I’m not sure that Sinha is saying what Fea thinks here.

*** Full title: “All Slave-Keepers That keep the Innocent in Bondage, Apostates, Pretending to lay Claim to the Pure & Holy Christian Religion; of what Congregation so ever; but especially in their Ministers, by whose example the filthy Leprosy and Apostasy is spread far and near; it is a notorious Sin, which many of the true Friends of Christ, and his pure Truth, called Quakers, has been for many Years and still are concern’d to write and bear Testimony against; as a Practice so gross & hurtful to Religion, and destructive to Government, beyond what Words can set forth, or can be declared of by Men or Angels, and yet lived in by Ministers and Magistrates in America.” Phew.
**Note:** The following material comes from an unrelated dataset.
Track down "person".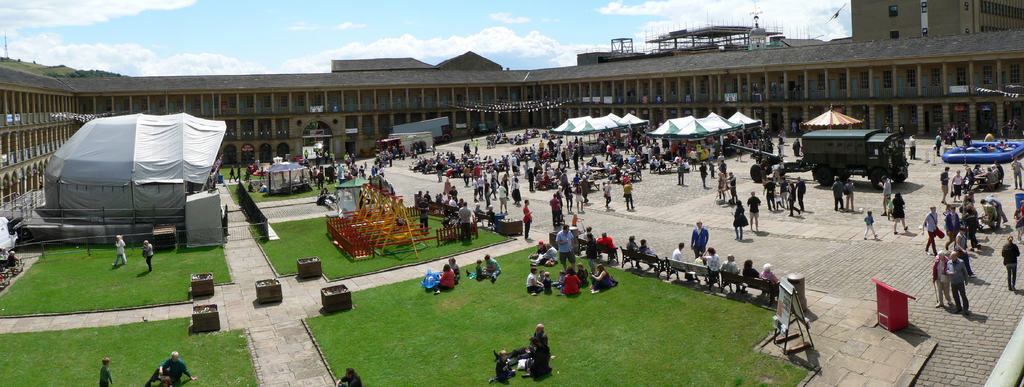
Tracked to [835, 175, 849, 211].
**** Cotton goes on to say, “I entreat you not to go on to Massacre and destroy your own Estates by making Bonfires of the Negros and perhaps thereby loading yourselves with greater Guilt than theirs. For we have too much reason to fear that the Divine Vengeance does and will pursue us for our ill treatment to the bodies and souls of our poor slaves.”

So here, too, we find another contemporary witness to the then-evident evil of slavery.